Edith Wharton Quotes
Assembled by Jone Johnson Lewis, About.com GuideEdith Wharton (1862 - 1937)
• Life is either always a tight-rope or a feather bed. Give me the tight-rope.
• It was harder to drown at sunrise than in darkness.
• She was not accustomed to taste the joys of solitude except in company.
• Life is the only real counselor; wisdom unfiltered through personal experience does not become a part of the moral tissue.
• If only we'd stop trying to be happy, we could have a pretty good time.
• There is no such thing as old age, there is only sorrow.

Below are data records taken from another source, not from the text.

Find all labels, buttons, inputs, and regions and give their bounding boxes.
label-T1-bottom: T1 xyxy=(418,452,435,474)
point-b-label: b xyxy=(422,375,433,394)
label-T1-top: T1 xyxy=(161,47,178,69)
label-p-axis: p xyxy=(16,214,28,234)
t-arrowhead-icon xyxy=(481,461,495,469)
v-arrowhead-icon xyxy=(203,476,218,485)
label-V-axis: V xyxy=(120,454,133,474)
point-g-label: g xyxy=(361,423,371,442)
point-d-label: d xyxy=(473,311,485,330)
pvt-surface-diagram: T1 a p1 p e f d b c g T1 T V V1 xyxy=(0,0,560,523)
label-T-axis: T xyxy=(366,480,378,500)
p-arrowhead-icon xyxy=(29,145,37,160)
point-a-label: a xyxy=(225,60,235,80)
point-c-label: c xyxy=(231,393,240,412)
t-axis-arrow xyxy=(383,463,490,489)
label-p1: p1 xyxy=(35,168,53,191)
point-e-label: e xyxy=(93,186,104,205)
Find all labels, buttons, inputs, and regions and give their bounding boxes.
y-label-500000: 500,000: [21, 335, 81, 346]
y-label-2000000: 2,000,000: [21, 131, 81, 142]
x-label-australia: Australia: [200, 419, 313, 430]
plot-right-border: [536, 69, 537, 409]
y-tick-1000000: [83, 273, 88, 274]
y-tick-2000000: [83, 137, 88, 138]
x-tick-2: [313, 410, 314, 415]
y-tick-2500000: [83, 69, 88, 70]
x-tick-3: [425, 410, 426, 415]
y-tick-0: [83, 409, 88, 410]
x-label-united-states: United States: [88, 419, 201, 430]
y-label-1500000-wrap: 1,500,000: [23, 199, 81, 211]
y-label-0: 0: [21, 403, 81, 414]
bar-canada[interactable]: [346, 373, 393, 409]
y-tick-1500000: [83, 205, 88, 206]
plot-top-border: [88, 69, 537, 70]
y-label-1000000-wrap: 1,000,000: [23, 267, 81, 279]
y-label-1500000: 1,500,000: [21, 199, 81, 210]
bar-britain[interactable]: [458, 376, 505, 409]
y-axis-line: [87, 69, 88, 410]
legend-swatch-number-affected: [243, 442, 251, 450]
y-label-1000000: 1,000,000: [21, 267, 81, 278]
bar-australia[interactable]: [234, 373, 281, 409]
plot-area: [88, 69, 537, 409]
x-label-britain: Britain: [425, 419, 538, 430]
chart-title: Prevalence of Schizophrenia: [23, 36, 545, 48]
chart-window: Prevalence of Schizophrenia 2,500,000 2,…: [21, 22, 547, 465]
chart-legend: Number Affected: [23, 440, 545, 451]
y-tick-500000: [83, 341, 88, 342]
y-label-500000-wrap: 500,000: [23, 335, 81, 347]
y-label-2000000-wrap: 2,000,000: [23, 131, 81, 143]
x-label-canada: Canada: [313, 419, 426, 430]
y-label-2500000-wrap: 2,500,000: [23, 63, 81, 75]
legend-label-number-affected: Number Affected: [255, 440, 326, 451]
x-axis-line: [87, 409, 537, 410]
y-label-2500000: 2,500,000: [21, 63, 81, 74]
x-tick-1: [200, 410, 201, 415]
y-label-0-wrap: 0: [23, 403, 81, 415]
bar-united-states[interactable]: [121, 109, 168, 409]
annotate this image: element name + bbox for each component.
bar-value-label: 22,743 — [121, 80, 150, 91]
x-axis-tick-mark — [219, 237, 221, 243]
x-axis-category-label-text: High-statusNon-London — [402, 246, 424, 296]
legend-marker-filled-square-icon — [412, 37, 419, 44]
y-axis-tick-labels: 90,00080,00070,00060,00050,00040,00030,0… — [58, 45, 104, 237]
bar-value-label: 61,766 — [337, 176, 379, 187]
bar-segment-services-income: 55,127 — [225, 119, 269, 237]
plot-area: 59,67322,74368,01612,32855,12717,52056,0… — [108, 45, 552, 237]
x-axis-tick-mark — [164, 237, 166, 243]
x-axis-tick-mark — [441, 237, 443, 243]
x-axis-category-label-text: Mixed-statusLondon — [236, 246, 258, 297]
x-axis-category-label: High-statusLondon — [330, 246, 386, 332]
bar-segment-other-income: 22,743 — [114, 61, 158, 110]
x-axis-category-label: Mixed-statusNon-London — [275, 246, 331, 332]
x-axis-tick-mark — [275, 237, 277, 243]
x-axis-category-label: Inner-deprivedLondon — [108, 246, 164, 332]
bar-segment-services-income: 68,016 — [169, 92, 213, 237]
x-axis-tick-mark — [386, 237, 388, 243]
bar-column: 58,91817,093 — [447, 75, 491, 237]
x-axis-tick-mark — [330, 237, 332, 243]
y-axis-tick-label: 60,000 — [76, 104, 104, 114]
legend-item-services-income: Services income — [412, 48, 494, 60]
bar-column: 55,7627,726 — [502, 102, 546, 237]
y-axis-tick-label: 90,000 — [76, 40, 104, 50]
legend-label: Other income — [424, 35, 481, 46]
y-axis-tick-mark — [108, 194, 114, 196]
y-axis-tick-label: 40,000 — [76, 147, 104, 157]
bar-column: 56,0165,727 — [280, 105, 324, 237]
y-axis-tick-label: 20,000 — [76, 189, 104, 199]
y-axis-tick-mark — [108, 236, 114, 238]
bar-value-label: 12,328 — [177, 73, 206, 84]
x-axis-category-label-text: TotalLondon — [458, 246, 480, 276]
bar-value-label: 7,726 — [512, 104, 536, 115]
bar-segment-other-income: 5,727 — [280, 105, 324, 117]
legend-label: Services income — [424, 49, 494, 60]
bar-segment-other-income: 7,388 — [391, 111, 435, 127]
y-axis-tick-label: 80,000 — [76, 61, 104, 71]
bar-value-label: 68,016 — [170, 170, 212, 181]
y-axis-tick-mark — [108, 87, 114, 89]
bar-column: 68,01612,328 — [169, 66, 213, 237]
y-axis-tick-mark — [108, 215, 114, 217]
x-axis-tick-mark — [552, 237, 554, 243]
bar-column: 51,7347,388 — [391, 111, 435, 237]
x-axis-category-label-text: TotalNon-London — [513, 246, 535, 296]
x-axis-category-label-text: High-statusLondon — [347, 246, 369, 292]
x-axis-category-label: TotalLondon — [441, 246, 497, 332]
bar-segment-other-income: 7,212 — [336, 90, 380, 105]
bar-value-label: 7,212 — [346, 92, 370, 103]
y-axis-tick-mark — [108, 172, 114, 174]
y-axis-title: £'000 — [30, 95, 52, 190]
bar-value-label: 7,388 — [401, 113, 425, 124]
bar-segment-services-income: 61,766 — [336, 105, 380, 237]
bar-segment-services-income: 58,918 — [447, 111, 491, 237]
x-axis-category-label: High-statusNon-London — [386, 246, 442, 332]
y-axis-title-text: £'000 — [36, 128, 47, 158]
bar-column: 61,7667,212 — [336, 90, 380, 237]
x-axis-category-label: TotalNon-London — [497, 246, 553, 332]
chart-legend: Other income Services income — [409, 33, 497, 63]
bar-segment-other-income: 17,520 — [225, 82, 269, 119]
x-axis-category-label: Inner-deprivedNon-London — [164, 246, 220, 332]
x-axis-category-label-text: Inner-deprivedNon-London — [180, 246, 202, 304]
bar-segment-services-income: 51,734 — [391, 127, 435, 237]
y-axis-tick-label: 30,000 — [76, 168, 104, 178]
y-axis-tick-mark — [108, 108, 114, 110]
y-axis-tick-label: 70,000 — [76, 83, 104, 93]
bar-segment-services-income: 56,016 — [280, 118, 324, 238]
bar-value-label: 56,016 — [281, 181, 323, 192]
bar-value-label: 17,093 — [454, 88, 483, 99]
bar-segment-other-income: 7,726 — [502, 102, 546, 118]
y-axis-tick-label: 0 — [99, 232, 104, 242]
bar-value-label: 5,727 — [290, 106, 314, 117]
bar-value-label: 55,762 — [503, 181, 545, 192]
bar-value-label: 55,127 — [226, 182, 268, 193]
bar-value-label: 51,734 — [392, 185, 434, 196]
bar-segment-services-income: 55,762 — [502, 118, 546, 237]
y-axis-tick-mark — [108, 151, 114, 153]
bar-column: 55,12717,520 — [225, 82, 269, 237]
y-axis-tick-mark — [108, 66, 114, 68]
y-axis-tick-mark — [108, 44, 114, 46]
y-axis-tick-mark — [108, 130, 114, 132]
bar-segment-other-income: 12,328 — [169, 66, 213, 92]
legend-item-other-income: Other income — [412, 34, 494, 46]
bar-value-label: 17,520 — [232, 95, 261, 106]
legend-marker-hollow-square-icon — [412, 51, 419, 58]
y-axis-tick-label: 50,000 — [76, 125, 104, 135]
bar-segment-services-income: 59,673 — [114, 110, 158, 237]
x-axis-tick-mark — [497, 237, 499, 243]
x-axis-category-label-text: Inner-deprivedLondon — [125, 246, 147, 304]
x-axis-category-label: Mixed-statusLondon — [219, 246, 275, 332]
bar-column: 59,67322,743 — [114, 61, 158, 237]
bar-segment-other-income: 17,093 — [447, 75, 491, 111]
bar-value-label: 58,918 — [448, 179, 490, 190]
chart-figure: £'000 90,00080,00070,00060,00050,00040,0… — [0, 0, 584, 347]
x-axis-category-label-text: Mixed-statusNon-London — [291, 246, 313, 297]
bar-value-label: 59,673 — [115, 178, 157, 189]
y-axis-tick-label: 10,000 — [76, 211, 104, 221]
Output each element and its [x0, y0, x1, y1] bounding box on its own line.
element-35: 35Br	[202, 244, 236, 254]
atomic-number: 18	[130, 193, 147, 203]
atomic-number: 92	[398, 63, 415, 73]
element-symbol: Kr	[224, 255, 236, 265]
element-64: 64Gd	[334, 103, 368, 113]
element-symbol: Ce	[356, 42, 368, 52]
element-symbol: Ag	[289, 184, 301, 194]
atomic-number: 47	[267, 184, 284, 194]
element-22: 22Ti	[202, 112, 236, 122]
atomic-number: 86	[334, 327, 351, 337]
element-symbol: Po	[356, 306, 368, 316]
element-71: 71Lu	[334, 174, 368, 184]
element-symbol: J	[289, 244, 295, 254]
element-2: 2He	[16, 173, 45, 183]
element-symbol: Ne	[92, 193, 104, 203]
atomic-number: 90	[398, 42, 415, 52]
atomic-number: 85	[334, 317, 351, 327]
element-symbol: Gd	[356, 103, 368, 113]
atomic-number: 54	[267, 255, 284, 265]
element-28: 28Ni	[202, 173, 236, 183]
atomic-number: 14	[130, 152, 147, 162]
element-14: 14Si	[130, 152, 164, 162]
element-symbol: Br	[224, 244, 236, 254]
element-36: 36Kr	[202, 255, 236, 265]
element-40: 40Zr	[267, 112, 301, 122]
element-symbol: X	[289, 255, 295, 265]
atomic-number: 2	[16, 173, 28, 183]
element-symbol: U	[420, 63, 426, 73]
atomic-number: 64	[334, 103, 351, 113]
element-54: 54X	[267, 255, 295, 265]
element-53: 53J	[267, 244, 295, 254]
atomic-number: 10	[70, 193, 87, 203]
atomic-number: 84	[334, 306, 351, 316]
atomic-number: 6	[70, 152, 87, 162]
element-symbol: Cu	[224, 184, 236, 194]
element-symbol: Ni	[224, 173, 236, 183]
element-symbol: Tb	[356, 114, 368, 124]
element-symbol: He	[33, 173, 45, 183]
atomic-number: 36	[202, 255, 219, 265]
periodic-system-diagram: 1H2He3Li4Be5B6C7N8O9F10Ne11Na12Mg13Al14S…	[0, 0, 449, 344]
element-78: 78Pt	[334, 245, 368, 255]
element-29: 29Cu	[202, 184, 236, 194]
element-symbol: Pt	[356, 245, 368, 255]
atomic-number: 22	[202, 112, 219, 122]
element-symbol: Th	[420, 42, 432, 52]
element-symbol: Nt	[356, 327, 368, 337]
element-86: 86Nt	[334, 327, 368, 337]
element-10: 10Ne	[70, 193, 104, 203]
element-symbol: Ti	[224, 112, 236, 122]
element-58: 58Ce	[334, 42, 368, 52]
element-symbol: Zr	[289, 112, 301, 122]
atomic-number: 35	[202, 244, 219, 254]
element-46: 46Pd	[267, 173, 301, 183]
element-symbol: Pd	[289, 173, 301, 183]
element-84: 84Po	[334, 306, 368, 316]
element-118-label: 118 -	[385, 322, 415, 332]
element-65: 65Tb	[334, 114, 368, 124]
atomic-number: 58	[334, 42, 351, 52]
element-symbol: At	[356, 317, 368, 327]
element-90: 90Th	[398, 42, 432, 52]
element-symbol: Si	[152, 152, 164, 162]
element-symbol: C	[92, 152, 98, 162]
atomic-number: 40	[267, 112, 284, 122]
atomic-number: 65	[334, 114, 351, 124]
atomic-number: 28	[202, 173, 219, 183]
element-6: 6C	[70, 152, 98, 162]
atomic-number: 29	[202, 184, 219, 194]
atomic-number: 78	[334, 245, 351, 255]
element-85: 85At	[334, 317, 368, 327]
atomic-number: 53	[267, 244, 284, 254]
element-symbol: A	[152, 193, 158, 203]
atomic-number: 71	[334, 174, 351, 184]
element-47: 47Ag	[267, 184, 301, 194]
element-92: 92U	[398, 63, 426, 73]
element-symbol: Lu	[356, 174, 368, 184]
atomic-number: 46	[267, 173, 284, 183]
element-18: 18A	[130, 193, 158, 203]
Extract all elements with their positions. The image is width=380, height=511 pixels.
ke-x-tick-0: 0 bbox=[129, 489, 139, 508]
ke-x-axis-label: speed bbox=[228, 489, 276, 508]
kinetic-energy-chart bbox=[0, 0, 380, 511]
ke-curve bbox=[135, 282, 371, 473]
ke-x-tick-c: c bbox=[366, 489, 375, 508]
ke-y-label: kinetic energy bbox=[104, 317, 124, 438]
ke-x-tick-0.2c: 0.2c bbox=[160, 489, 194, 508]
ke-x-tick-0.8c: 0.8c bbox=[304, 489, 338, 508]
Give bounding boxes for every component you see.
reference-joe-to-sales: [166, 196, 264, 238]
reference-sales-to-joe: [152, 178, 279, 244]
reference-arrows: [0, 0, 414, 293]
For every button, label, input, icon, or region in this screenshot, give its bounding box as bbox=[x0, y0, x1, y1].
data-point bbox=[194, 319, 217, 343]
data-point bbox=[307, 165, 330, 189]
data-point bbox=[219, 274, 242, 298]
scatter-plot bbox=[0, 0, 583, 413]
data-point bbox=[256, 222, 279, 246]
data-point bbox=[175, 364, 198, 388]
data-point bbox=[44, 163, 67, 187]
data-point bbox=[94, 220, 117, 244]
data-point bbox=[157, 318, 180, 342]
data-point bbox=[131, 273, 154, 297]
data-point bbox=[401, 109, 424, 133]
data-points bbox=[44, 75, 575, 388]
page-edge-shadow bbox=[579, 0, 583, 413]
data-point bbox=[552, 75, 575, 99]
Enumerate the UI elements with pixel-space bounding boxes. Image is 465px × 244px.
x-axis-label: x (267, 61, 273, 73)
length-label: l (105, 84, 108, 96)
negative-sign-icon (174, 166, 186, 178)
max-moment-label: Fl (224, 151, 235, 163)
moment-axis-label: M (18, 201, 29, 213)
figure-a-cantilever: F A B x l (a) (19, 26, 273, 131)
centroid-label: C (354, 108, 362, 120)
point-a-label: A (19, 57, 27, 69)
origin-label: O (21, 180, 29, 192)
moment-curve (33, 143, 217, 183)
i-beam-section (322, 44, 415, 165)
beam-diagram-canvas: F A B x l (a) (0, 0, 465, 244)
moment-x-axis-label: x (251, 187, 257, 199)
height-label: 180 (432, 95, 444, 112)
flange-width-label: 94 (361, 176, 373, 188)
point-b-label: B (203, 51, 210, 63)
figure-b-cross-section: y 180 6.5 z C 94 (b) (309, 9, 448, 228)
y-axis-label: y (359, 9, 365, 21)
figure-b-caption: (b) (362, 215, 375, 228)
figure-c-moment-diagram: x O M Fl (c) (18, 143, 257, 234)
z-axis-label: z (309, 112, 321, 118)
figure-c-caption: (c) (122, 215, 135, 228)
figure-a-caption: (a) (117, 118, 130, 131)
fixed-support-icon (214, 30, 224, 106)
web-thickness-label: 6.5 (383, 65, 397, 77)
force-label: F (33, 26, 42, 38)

• It is almost as stupid to let your clothes betray that you know you are ugly as to have them proclaim that you think you are beautiful.
• Most wrong-doing works, on the whole, less mischief than its useless confession.
• The worst of doing one's duty was that it apparently unfitted one for doing anything else.
• She had no tolerance for scenes which were not of her own making. [The House of Mirth]
• The only way not to think about money is to have a great deal of it.
• Silence may be as variously shaded as speech.
• Time, when it is left to itself and no definite demands are made on it, cannot be trusted to move at any recognized pace. Usually it loiters; but just when one has come to count upon its slowness, it may suddenly break into a wild irrational gallup.
• In any really good subject, one has only to probe deep enough to come to tears.